Of course, Ellis Island was not immune to manipulation by the era’s nativists. Many Americans opposed the entry of Italians, Greeks, Poles, Jews and virtually everyone else from Southern and Eastern Europe. When mental testing was introduced as part of the medical inspection, Italians and Jews were singled out. Some were declared unfit and deported to their country of origin.

One would like to think, a century later, that we’re a more advanced society, that we would more deeply understand that people are more alike than different. One would also think that people today would more easily understand the plight of the migrant. As Leah Shain, whose aunt was detained on Ellis Island, told me in an interview, “They didn’t leave where they came from because life was so good for them. It wasn’t. Whatever they had here was better.”

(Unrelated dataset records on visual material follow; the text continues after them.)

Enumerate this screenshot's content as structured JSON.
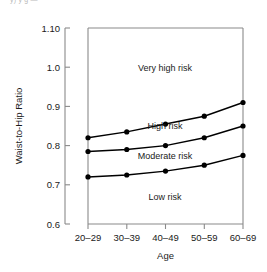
{
  "figure": {
    "top_partial_text": "y) y    g   —",
    "background": "#ffffff",
    "line_color": "#000000",
    "axis_color": "#808080"
  },
  "chart_data": {
    "type": "line",
    "title": "",
    "xlabel": "Age",
    "ylabel": "Waist-to-Hip Ratio",
    "categories": [
      "20–29",
      "30–39",
      "40–49",
      "50–59",
      "60–69"
    ],
    "x_tick_labels": [
      "20–29",
      "30–39",
      "40–49",
      "50–59",
      "60–69"
    ],
    "y_tick_labels": [
      "1.10",
      "1.0",
      "0.9",
      "0.8",
      "0.7",
      "0.6"
    ],
    "y_tick_values": [
      1.1,
      1.0,
      0.9,
      0.8,
      0.7,
      0.6
    ],
    "ylim": [
      0.6,
      1.1
    ],
    "grid": false,
    "legend": "none",
    "marker": "filled-circle",
    "series": [
      {
        "name": "High / Very high boundary",
        "values": [
          0.82,
          0.835,
          0.855,
          0.875,
          0.91
        ]
      },
      {
        "name": "Moderate / High boundary",
        "values": [
          0.785,
          0.79,
          0.8,
          0.82,
          0.85
        ]
      },
      {
        "name": "Low / Moderate boundary",
        "values": [
          0.72,
          0.725,
          0.735,
          0.75,
          0.775
        ]
      }
    ],
    "annotations": [
      {
        "text": "Very high risk",
        "x_frac": 0.47,
        "y_value": 1.005
      },
      {
        "text": "High risk",
        "x_frac": 0.47,
        "y_value": 0.805
      },
      {
        "text": "Moderate risk",
        "x_frac": 0.47,
        "y_value": 0.757
      },
      {
        "text": "Low risk",
        "x_frac": 0.47,
        "y_value": 0.675
      }
    ]
  }
}
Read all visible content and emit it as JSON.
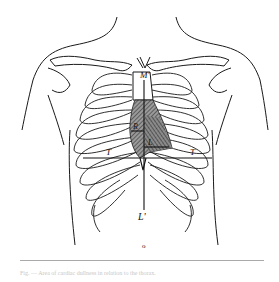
{
  "figure": {
    "labels": {
      "top_sternum": "M'",
      "bottom_midline": "L'",
      "left_horizontal": "T",
      "right_horizontal": "T",
      "left_area": "R",
      "lower_area": "L"
    },
    "marker": "o",
    "colors": {
      "line": "#1a1a1a",
      "hatch": "#555555",
      "background": "#ffffff",
      "rule": "#aaaaaa"
    }
  },
  "caption": {
    "text": "Fig. — Area of cardiac dullness in relation to the thorax."
  }
}
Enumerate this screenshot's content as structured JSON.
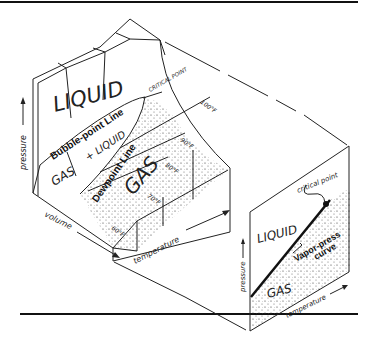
{
  "figure": {
    "main_block": {
      "regions": {
        "liquid": "LIQUID",
        "gas_liquid": "GAS + LIQUID",
        "gas_plus": "GAS",
        "plus_liquid": "+ LIQUID",
        "gas": "GAS"
      },
      "lines": {
        "bubble_point": "Bubble-point Line",
        "dewpoint": "Dewpoint Line",
        "critical_point": "CRITICAL POINT"
      },
      "isotherms": [
        "60°F",
        "70°F",
        "80°F",
        "90°F",
        "100°F"
      ],
      "axes": {
        "pressure": "pressure",
        "volume": "volume",
        "temperature": "temperature"
      }
    },
    "projection": {
      "regions": {
        "liquid": "LIQUID",
        "gas": "GAS"
      },
      "curve_label_1": "Vapor-press",
      "curve_label_2": "curve",
      "critical_point": "critical point",
      "axes": {
        "pressure": "pressure",
        "temperature": "temperature"
      }
    }
  },
  "colors": {
    "ink": "#222222",
    "paper": "#ffffff"
  }
}
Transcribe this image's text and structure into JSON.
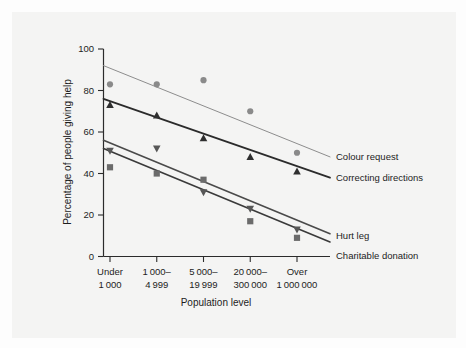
{
  "figure": {
    "background_color": "#f4f4f3",
    "page_color": "#fdfdfd"
  },
  "chart_data": {
    "type": "scatter",
    "title": "",
    "subtitle": "",
    "xlabel": "Population level",
    "ylabel": "Percentage of people giving help",
    "ylim": [
      0,
      100
    ],
    "yticks": [
      0,
      20,
      40,
      60,
      80,
      100
    ],
    "ytick_labels": [
      "0",
      "20",
      "40",
      "60",
      "80",
      "100"
    ],
    "grid": false,
    "legend_position": "inline-right",
    "categories": [
      "Under 1000",
      "1000–4999",
      "5000–19999",
      "20000–300000",
      "Over 1000000"
    ],
    "category_lines": [
      [
        "Under",
        "1 000"
      ],
      [
        "1 000–",
        "4 999"
      ],
      [
        "5 000–",
        "19 999"
      ],
      [
        "20 000–",
        "300 000"
      ],
      [
        "Over",
        "1 000 000"
      ]
    ],
    "series": [
      {
        "name": "Colour request",
        "label": "Colour request",
        "marker": "circle",
        "color": "#8a8a8a",
        "line_color": "#8d8d8d",
        "line_width": 1.0,
        "values": [
          83,
          83,
          85,
          70,
          50
        ],
        "trend_start": 92,
        "trend_end": 48
      },
      {
        "name": "Correcting directions",
        "label": "Correcting directions",
        "marker": "triangle-up",
        "color": "#2f2f2f",
        "line_color": "#2b2b2b",
        "line_width": 1.8,
        "values": [
          73,
          68,
          57,
          48,
          41
        ],
        "trend_start": 76,
        "trend_end": 38
      },
      {
        "name": "Hurt leg",
        "label": "Hurt leg",
        "marker": "triangle-down",
        "color": "#575757",
        "line_color": "#4a4a4a",
        "line_width": 1.6,
        "values": [
          51,
          52,
          31,
          23,
          13
        ],
        "trend_start": 56,
        "trend_end": 11
      },
      {
        "name": "Charitable donation",
        "label": "Charitable donation",
        "marker": "square",
        "color": "#6b6b6b",
        "line_color": "#3a3a3a",
        "line_width": 1.6,
        "values": [
          43,
          40,
          37,
          17,
          9
        ],
        "trend_start": 52,
        "trend_end": 7
      }
    ]
  }
}
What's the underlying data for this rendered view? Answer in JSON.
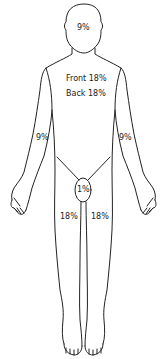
{
  "diagram": {
    "type": "rule-of-nines-body-chart",
    "line_color": "#222222",
    "background": "#ffffff",
    "labels": {
      "head": "9%",
      "trunk_front": "Front 18%",
      "trunk_back": "Back 18%",
      "right_arm": "9%",
      "left_arm": "9%",
      "genitals": "1%",
      "right_leg": "18%",
      "left_leg": "18%"
    }
  }
}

Immigrant children at a detention facility in Tornillo, Texas, near the U.S.-Mexico border, June 18. Thousands of children have been separated from their parents, who fled violence and poverty in their home countries.
Immigrant children at a detention facility in Tornillo, Texas, near the U.S.-Mexico border, June 18. Thousands of children have been separated from their parents, who fled violence and poverty in their home countries.
Mike Blake / Reuters

The immigration story includes our personal histories. A more precise estimate is impossible, but tens of millions of Americans today are descendants of immigrants who were thought deplorable by those already here. One of them is Stephen Miller, a chief architect of Trump’s family separation policy. His great-grandfather Sam Glosser, fearing pogroms, left Belarus in the early 1900s. If he had been sent back, his fate would have rested with Stalin or Hitler.

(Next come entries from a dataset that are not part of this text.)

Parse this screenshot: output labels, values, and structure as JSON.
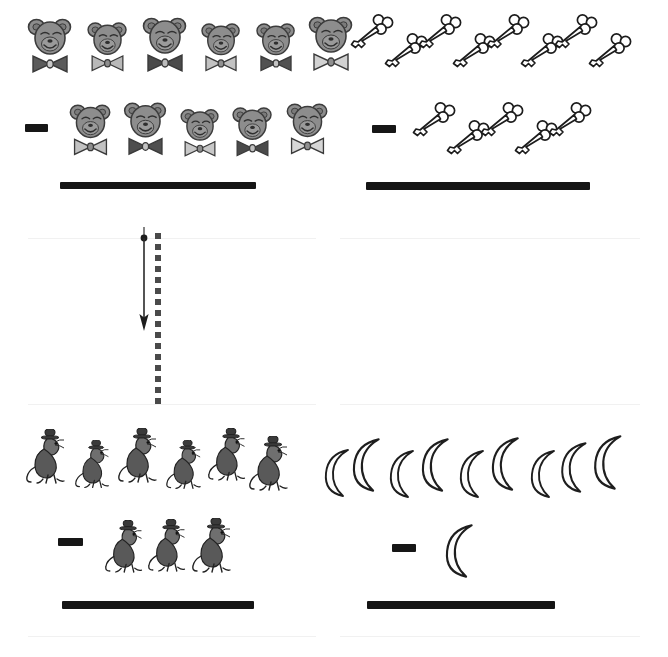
{
  "worksheet": {
    "title": "Picture Subtraction Worksheet",
    "operator_symbol": "minus-bar",
    "answer_line_label": "blank answer line",
    "fold_marker": "dashed-cut-line-with-down-arrow"
  },
  "problems": [
    {
      "id": "problem-top-left",
      "position": "top-left",
      "icon": "bear-head-with-bowtie",
      "minuend": 6,
      "subtrahend": 5,
      "operator": "−",
      "answer": "",
      "row1_items": [
        {
          "bowtie_color": "#5b5b5b",
          "size": 1.0
        },
        {
          "bowtie_color": "#b9b9b9",
          "size": 0.9
        },
        {
          "bowtie_color": "#4a4a4a",
          "size": 1.0
        },
        {
          "bowtie_color": "#c2c2c2",
          "size": 0.88
        },
        {
          "bowtie_color": "#515151",
          "size": 0.88
        },
        {
          "bowtie_color": "#d2d2d2",
          "size": 1.0
        }
      ],
      "row2_items": [
        {
          "bowtie_color": "#c2c2c2",
          "size": 0.95
        },
        {
          "bowtie_color": "#4f4f4f",
          "size": 0.98
        },
        {
          "bowtie_color": "#c8c8c8",
          "size": 0.88
        },
        {
          "bowtie_color": "#4a4a4a",
          "size": 0.9
        },
        {
          "bowtie_color": "#d6d6d6",
          "size": 0.95
        }
      ]
    },
    {
      "id": "problem-top-right",
      "position": "top-right",
      "icon": "skeleton-key",
      "minuend": 8,
      "subtrahend": 5,
      "operator": "−",
      "answer": "",
      "row1_count": 8,
      "row2_count": 5
    },
    {
      "id": "problem-bottom-left",
      "position": "bottom-left",
      "icon": "mouse-with-hat",
      "minuend": 6,
      "subtrahend": 3,
      "operator": "−",
      "answer": "",
      "row1_count": 6,
      "row2_count": 3
    },
    {
      "id": "problem-bottom-right",
      "position": "bottom-right",
      "icon": "crescent-moon",
      "minuend": 9,
      "subtrahend": 1,
      "operator": "−",
      "answer": "",
      "row1_count": 9,
      "row2_count": 1
    }
  ],
  "colors": {
    "ink": "#151515",
    "bear_fill": "#8d8d8d",
    "bear_outline": "#3c3c3c",
    "key_outline": "#1c1c1c",
    "key_fill": "#ffffff",
    "mouse_ink": "#2a2a2a",
    "moon_outline": "#1e1e1e",
    "moon_fill": "#fdfdfd",
    "guide_rule": "#f1f1f1",
    "fold_dash": "#4a4a4a"
  }
}
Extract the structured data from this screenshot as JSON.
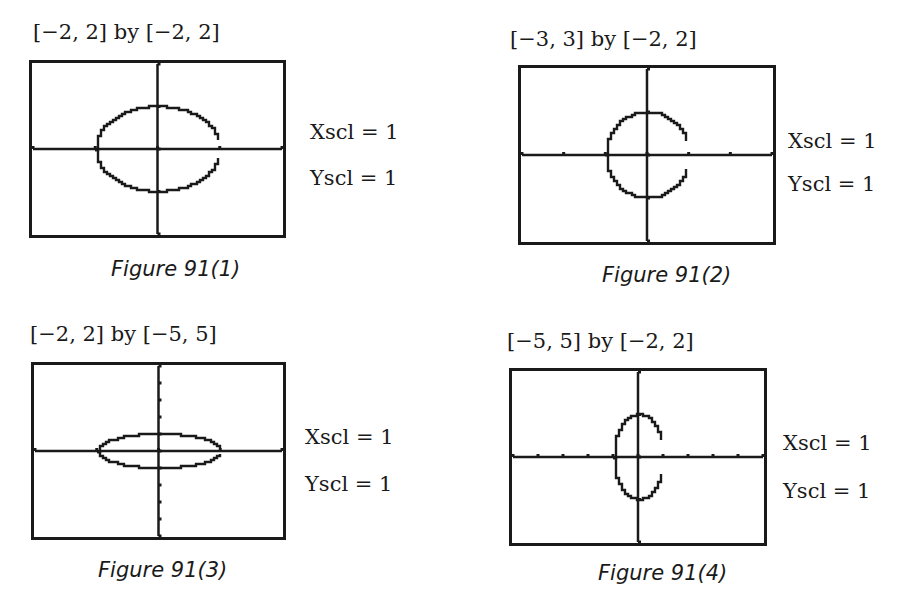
{
  "page": {
    "figures": [
      {
        "window_label": "[−2, 2] by [−2, 2]",
        "xscl_label": "Xscl = 1",
        "yscl_label": "Yscl = 1",
        "caption": "Figure 91(1)"
      },
      {
        "window_label": "[−3, 3] by [−2, 2]",
        "xscl_label": "Xscl = 1",
        "yscl_label": "Yscl = 1",
        "caption": "Figure 91(2)"
      },
      {
        "window_label": "[−2, 2] by [−5, 5]",
        "xscl_label": "Xscl = 1",
        "yscl_label": "Yscl = 1",
        "caption": "Figure 91(3)"
      },
      {
        "window_label": "[−5, 5] by [−2, 2]",
        "xscl_label": "Xscl = 1",
        "yscl_label": "Yscl = 1",
        "caption": "Figure 91(4)"
      }
    ]
  },
  "chart_data": [
    {
      "type": "line",
      "title": "Figure 91(1)",
      "window": "[-2, 2] by [-2, 2]",
      "xlim": [
        -2,
        2
      ],
      "ylim": [
        -2,
        2
      ],
      "xscl": 1,
      "yscl": 1,
      "grid": false,
      "curve": "ellipse",
      "x_intercepts": [
        -1,
        1
      ],
      "y_intercepts": [
        -1,
        1
      ],
      "semi_axis_x": 1,
      "semi_axis_y": 1,
      "note": "circle of radius 1 appears as a wide ellipse due to non-square window"
    },
    {
      "type": "line",
      "title": "Figure 91(2)",
      "window": "[-3, 3] by [-2, 2]",
      "xlim": [
        -3,
        3
      ],
      "ylim": [
        -2,
        2
      ],
      "xscl": 1,
      "yscl": 1,
      "grid": false,
      "curve": "circle",
      "x_intercepts": [
        -1,
        1
      ],
      "y_intercepts": [
        -1,
        1
      ],
      "semi_axis_x": 1,
      "semi_axis_y": 1,
      "note": "square viewing window; circle appears round"
    },
    {
      "type": "line",
      "title": "Figure 91(3)",
      "window": "[-2, 2] by [-5, 5]",
      "xlim": [
        -2,
        2
      ],
      "ylim": [
        -5,
        5
      ],
      "xscl": 1,
      "yscl": 1,
      "grid": false,
      "curve": "ellipse",
      "x_intercepts": [
        -1,
        1
      ],
      "y_intercepts": [
        -1,
        1
      ],
      "semi_axis_x": 1,
      "semi_axis_y": 1,
      "note": "circle appears as flat, wide ellipse"
    },
    {
      "type": "line",
      "title": "Figure 91(4)",
      "window": "[-5, 5] by [-2, 2]",
      "xlim": [
        -5,
        5
      ],
      "ylim": [
        -2,
        2
      ],
      "xscl": 1,
      "yscl": 1,
      "grid": false,
      "curve": "ellipse",
      "x_intercepts": [
        -1,
        1
      ],
      "y_intercepts": [
        -1,
        1
      ],
      "semi_axis_x": 1,
      "semi_axis_y": 1,
      "note": "circle appears as tall, narrow ellipse"
    }
  ]
}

It’s too soon to know the damage that the Trump administration’s immigration policies have done to America’s image abroad or how many thousands of people have suffered from it, some of whom are sure to die at the hands of criminals when sent back to their home countries. What we do know is that America has taken a large step back in time, before the era of Ellis Island, perhaps as far back as the 1840s, when a Protestant majority tried by every tool available to prevent the entry of Irish Catholics.

We turn our back on our collective history at our own peril. If we fail to learn its lessons, we risk making the same mistakes. We also risk losing sight of the lessons contained in what we once accomplished as a nation.

Lorie Conway is a Boston-based filmmaker and the writer and director of “Forgotten Ellis Island.”